Page 17 of Seven Minutes

Page List

Font Size:

God, it hurt even now to watch it all go wrong and not scream out for time to STOP.

And to watch him try to fix it with that godawful house. It played back now in cruel glimpses, mocking me with everything it wasn’t.

Itwasperfect, in the way a magazine picture is perfect—modern, minimalist, all clean lines and white walls that smelled faintly of fresh paint and bleach. It didn’t feel likeus.

I wanted the 1930s cottage we’d seen first. The one with the cracked retaining wall and wild jasmine choking the fence. The place that felt lived in. Loved. The realtor called it a fixer-upper, but I saw possibility in every splintered window frame and scuffed floorboard. It reminded me of Decatur Street.

“This one’s got character,” I’d said, half-laughing, tracing a fingertip along the chipped kitchen counter.

Adrian had smiled, weary, distracted. “You deserve somewhere new. Somewhere that doesn’t need fixing.”

He meant it as love. I heard it as a distance.

The sold sign staked in the front yard flashed like a neon sign, another memory I didn’t want to relive.

We bought the sterile house, the one that looked like no one had ever laughed inside it. Adrian told me it would make me happy, that I’d have space to unwind while he was gone so much. But all it did was make the loneliness louder.

I filled the quiet with music, TV, takeout boxes, anything to drown out the grief of a life we were supposed to be sharing but somehow weren’t.

And still, I waited up. Every night.

Even now, I relived my hope that he’d walk through the door, drop his keys, and look at me the way he used to.

Like I was still home.

Some nights, I hated him.

Not the kind of hate that burns down houses, but the quiet kind, the kind that sits at the kitchen table and stares at theclock. The kind that asks,How much longer do I have to keep being the only one here?

Quick phone calls between shifts, his voice thin and tired.

He didn’t want to hear about case law and overemotional clients. He didn’t want me to relay office gossip and my mother’s trip to California. Not really. He’d had a day just as long as mine, if not longer.

So I said,Good.

And he said,That’s good.

And then there was silence again, that vast, humming void that fills your head until you start to believe it’s normal.

A montage of conversations with myself, out loud. At first, by accident, a passing comment about the mail, or what to make for dinner. Then it became a habit. Filling in for the conversations we used to have.

I asked him questions he wasn’t there to answer.

Do you still love me like before?

Am I asking for too much, or just the wrong things?

Nights of replaying old videos of us laughing, drunk on cheap wine and sunlight, wedding songs spilling from the speaker as we danced barefoot in the grass. As it passed behind my closed lids, it felt like spying on strangers.

And the worst part—the absolute worst part—was realizing he was still good. Still kind. Still the man I fell in love with. Not a cheat. Not an abuser or a drunk. Just tired. Just gone.

You can’t even be angry when love dies of exhaustion. There’s no villain, no betrayal. Just two people who meant every word of their vows, and then ran out of ways to live them.

It happened on a Tuesday.Tuesdays were always quiet, too far from the weekend to hope, too close to the start of the week to reset.

The decision to file for separation wasn’t impulsive or angry. Just… inevitable.

The reel replayed the call from the attorney in the parking lot outside the grocery store, hands shaking around my phone, my voice small. I didn’t even pick the firm I worked for. I couldn’t stomach the thought of whispers, of sympathetic glances passed over coffee and copier toner. I wanted anonymity. Clean paperwork. A merciful erasure.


### PROBLEM DETAILS
The records below are to be repeated exactly, minus any pictures.

###

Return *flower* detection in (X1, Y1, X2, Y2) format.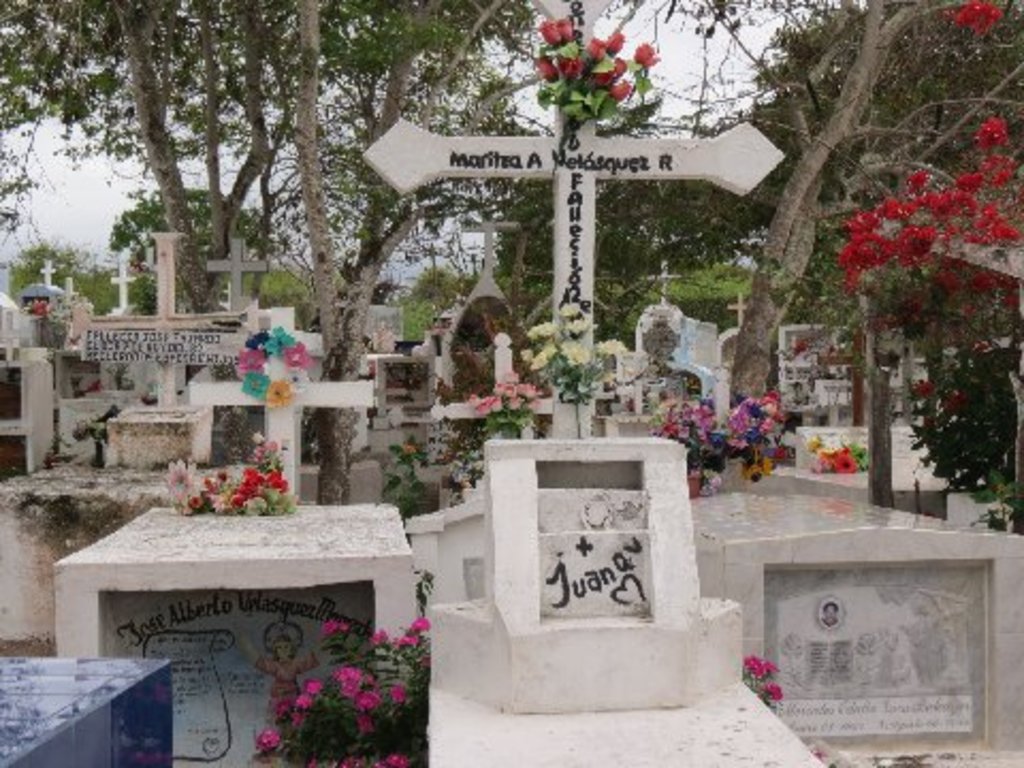
(401, 444, 416, 452).
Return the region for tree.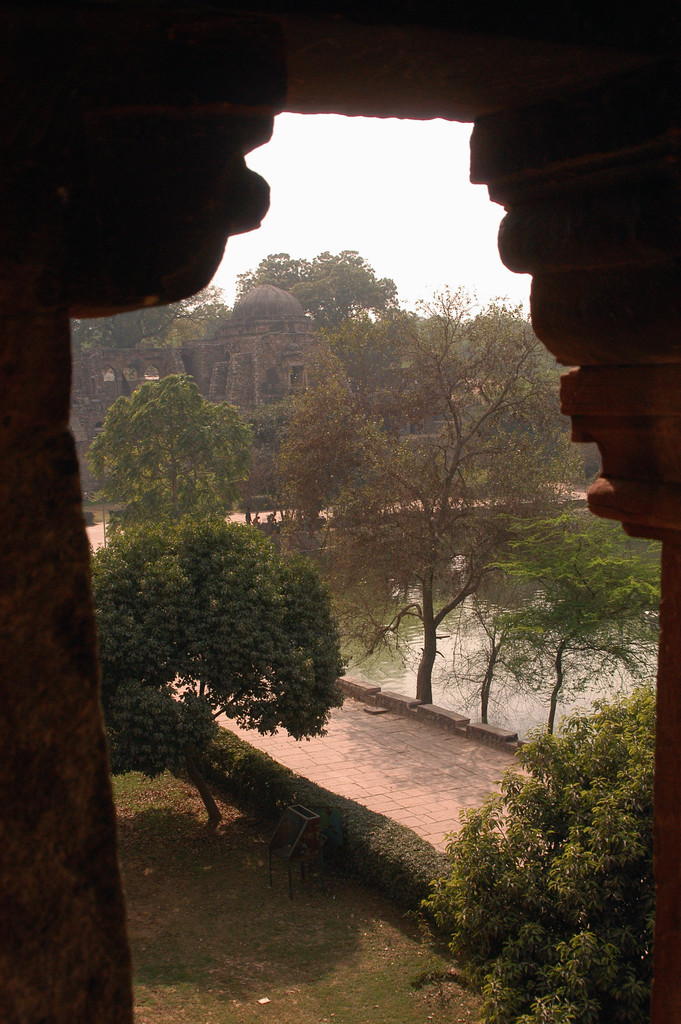
region(238, 244, 395, 324).
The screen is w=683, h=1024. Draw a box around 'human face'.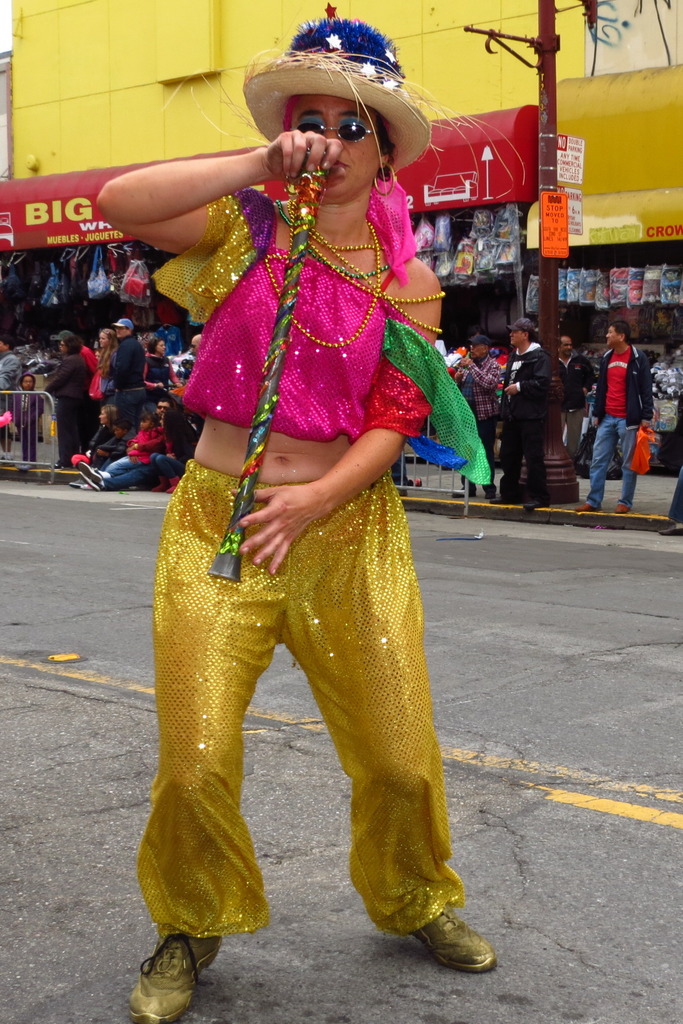
select_region(509, 328, 523, 346).
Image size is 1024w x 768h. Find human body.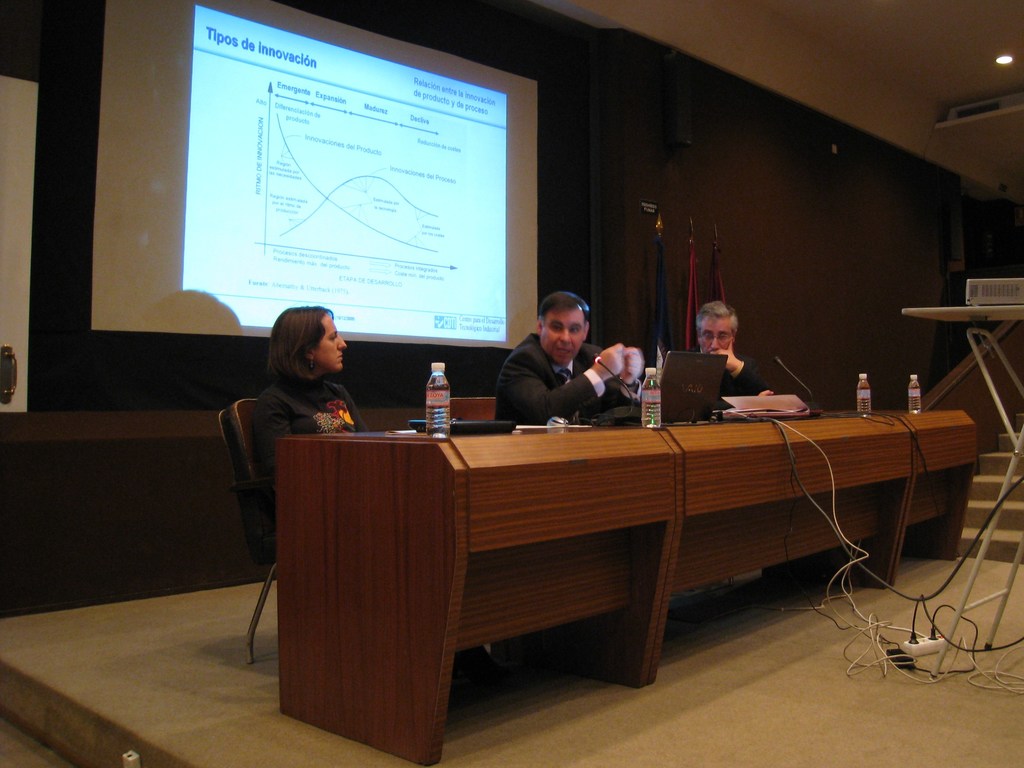
bbox(497, 279, 645, 425).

###

### SOLUTION BELOW
Return *flower* detection in (X1, Y1, X2, Y2) format.
(401, 444, 416, 452).
Return the region for tree.
region(238, 244, 395, 324).
The screen is w=683, h=1024. Draw a box around 'human face'.
select_region(509, 328, 523, 346).
Image size is 1024w x 768h. Find human body.
bbox(497, 279, 645, 425).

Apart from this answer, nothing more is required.